Artist

Chris Berry

Genre: International ,African ,Afro-beat ,Worldbeat ,Neo-Traditional ,Funk
Origin: U.S.A
Listen on Coda
Chris Berry’s journey carries the improbable arc of a Hollywood script: a white Californian who masters African hand drumming and the mbira thumb piano, then fronts the worldbeat fusion ensemble Panjea to stardom across the continent, moving a million records in South Africa alone. Raised on rock and roll in the northern California hamlet of Sebastopol, he drifted into a circle of peers whose thrills came from petty theft. One pilfered cassette happened to contain music by Fela Kuti; Berry became absorbed, playing the tape repeatedly. At fourteen he encountered the Congolese percussionist Titos Sompa, who had relocated to Sebastopol, and began studying the djembe under his guidance. After finishing high school Berry traveled with Sompa to Africa, where a ten-day river voyage up the Congo delivered him to a remote village for intensive drum lessons. There the mbira’s hypnotic sound captivated him, prompting a journey to Zimbabwe in search of a teacher. He found master player Monderek Muchena and remained his pupil for a decade, during which he achieved fluency on the instrument, acquired spoken Shona, and wed Zimbabwean dancer Rujeko Dumbutshena. In that same period he assembled the first incarnation of Panjea, whose recordings quickly attained platinum status in Zimbabwe, Mozambique, and neighboring territories. When Berry and Dumbutshena moved to the United States they reconstituted the group, mounting high-voltage tours that fused soul, R&B, funk, South African jazz, Afrobeat, dancehall, rap, and indigenous mbira and djembe traditions, all propelled by Berry’s bilingual vocals in Shona and English. The lineup typically numbers seven but expands to nearly thirty musicians, including a robust horn section, for special engagements. Among the many Panjea albums, most issued in South Africa, are Vanhu Vamwe (1992), Panjea (1993), Songs (1995), Shona Songs (1995), Marimba Ava Murewa (1997), Knowledge Devoid of Wisdom (1999), Live in Oz (2000), and the retrospective Roots, spanning 1996–2002. Berry has also issued standalone projects rooted in African traditions, notably Hold On with the Ancient Melody Ensemble and Beats From the Blue. As composer, arranger, multi-instrumentalist, and magnetic stage presence—likened at various turns to Sting, Bob Marley, and James Brown—he embodies a twenty-first-century hybrid: part hip-hop, part Southern soul, part California sunshine, part African gwenyambira, an emblem of music’s power to knit disparate cultures together.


◆ Task description ◆
Each line below from the one containing "You are a GUI" through the one containing "The width and height of the screenshot is (1042, 785)." is to be given again exactly, and no line outside that span.
:: Record extracts ::
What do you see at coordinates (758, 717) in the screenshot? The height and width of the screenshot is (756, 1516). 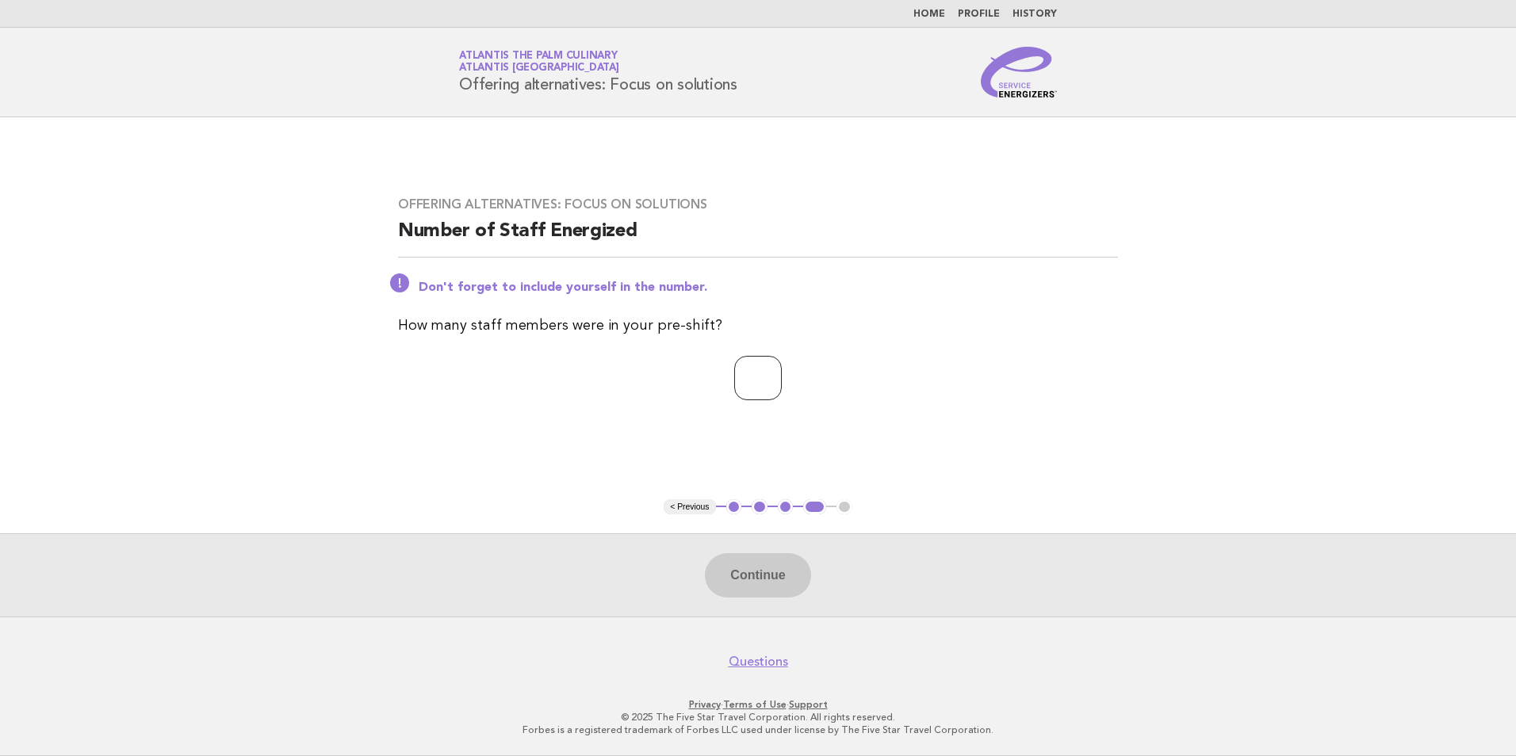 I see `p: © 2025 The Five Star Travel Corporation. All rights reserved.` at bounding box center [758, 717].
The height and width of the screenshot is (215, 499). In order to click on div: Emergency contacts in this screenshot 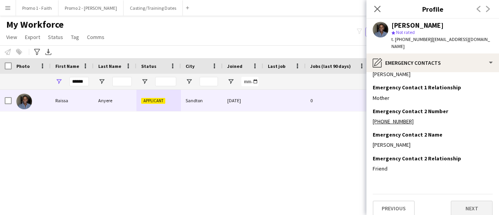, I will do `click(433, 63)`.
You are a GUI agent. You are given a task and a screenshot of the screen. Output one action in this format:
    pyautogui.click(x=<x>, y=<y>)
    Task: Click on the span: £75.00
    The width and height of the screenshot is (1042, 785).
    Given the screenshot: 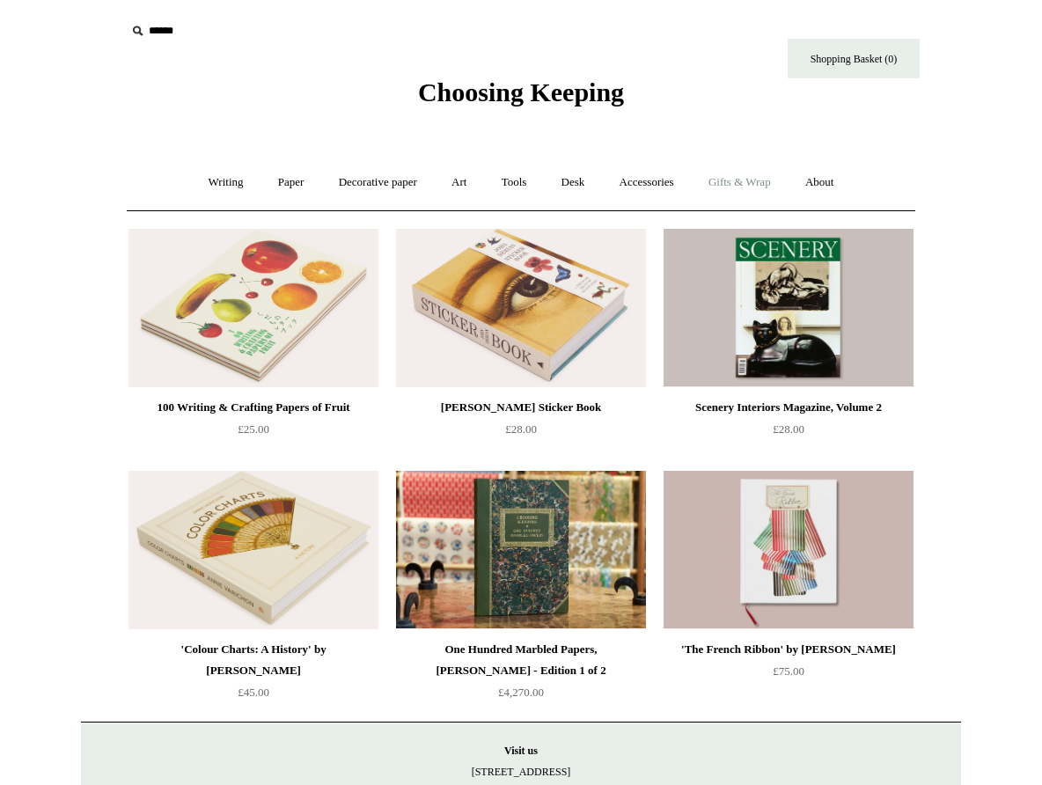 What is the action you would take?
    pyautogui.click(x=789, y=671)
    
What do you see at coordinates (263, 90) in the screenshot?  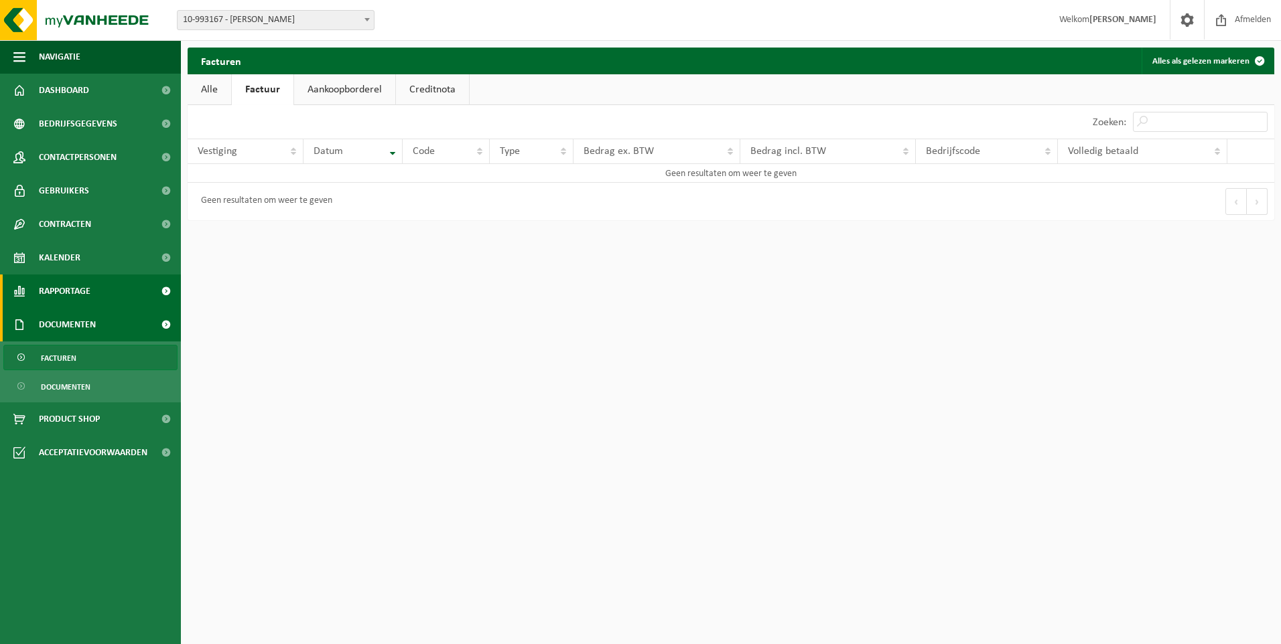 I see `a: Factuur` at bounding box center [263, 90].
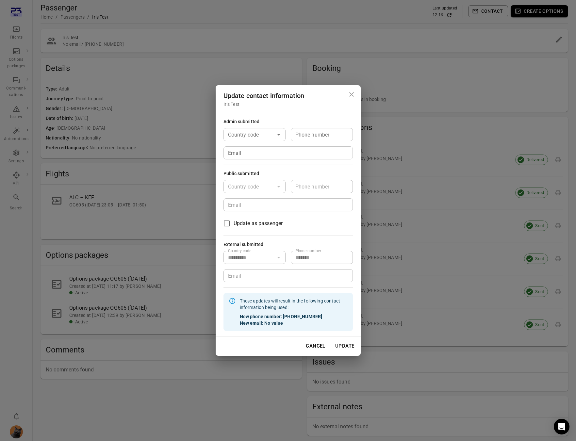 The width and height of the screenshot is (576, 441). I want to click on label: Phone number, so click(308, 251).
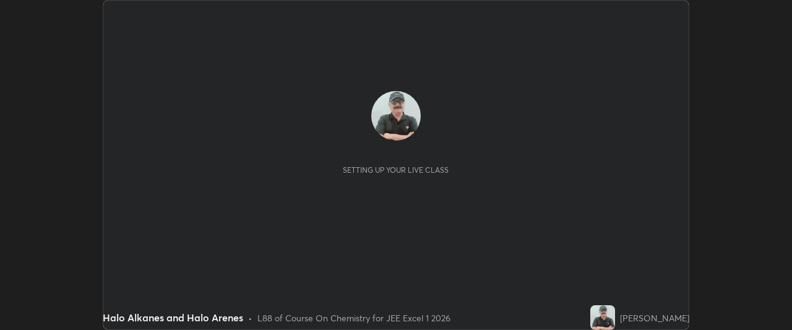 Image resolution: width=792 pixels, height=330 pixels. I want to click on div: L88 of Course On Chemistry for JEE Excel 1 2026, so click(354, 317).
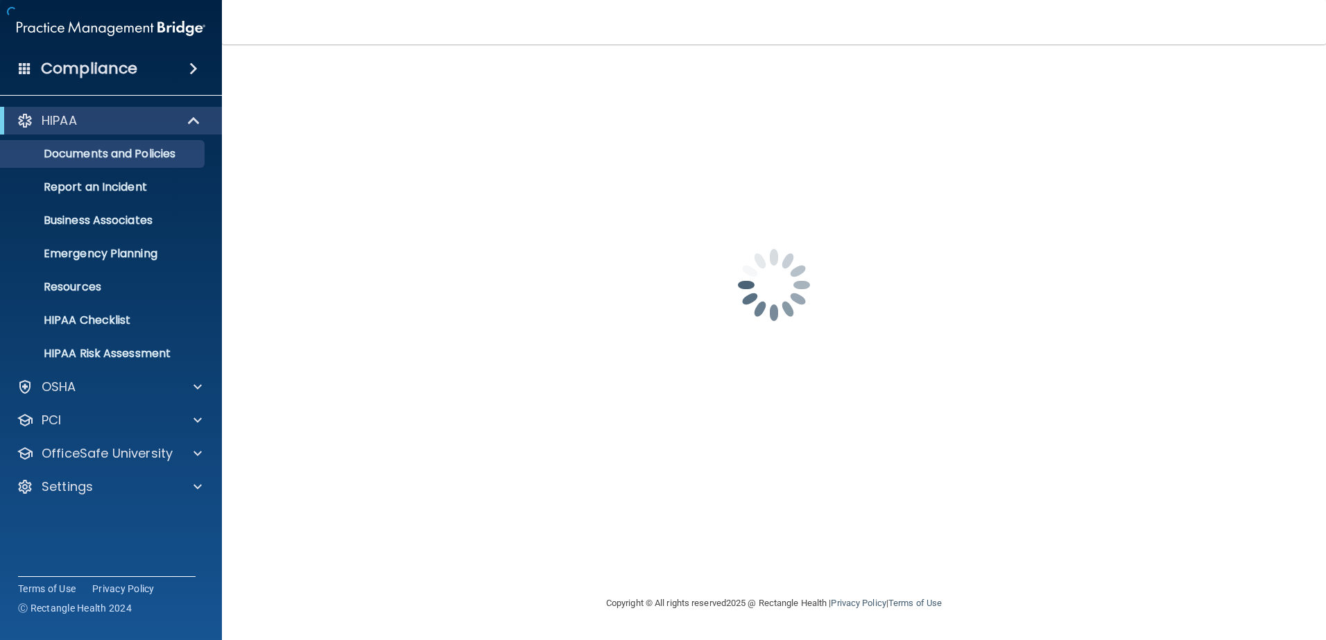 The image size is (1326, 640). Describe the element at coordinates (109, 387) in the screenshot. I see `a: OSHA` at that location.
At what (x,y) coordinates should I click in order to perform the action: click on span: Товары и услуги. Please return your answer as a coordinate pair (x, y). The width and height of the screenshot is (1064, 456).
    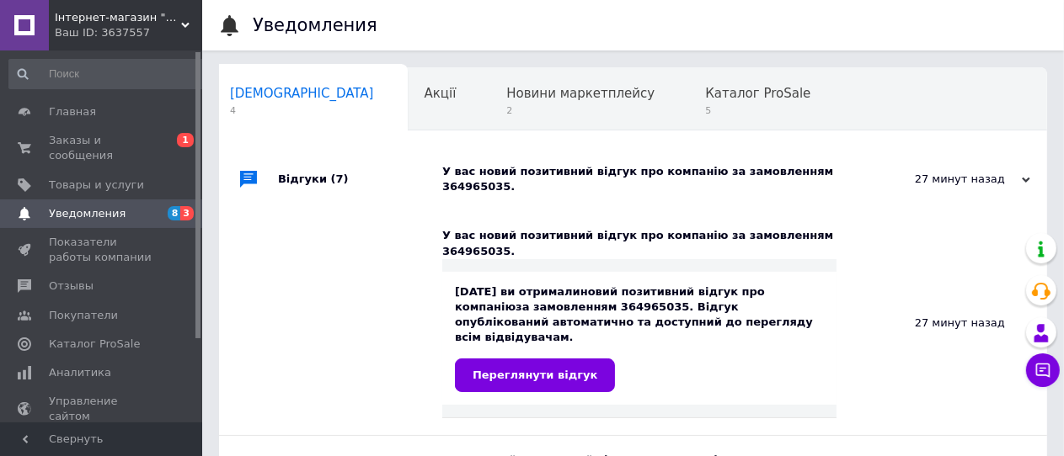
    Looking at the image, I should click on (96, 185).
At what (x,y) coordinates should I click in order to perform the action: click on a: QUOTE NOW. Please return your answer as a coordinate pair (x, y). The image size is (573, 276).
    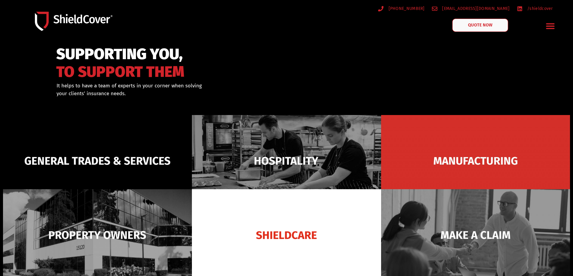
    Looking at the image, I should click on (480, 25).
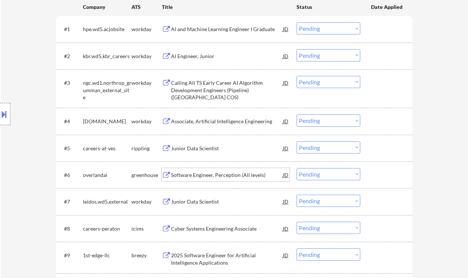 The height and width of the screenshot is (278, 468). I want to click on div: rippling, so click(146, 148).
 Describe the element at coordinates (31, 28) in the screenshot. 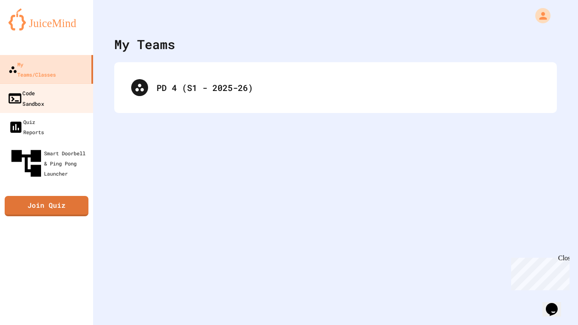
:::
◆ Your solution ◆
You are a GUI agent. You are given a task and a screenshot of the screen. Output one action in this format:
    pyautogui.click(x=<x>, y=<y>)
    Task: Click on the span: £75.00
    The width and height of the screenshot is (1042, 785).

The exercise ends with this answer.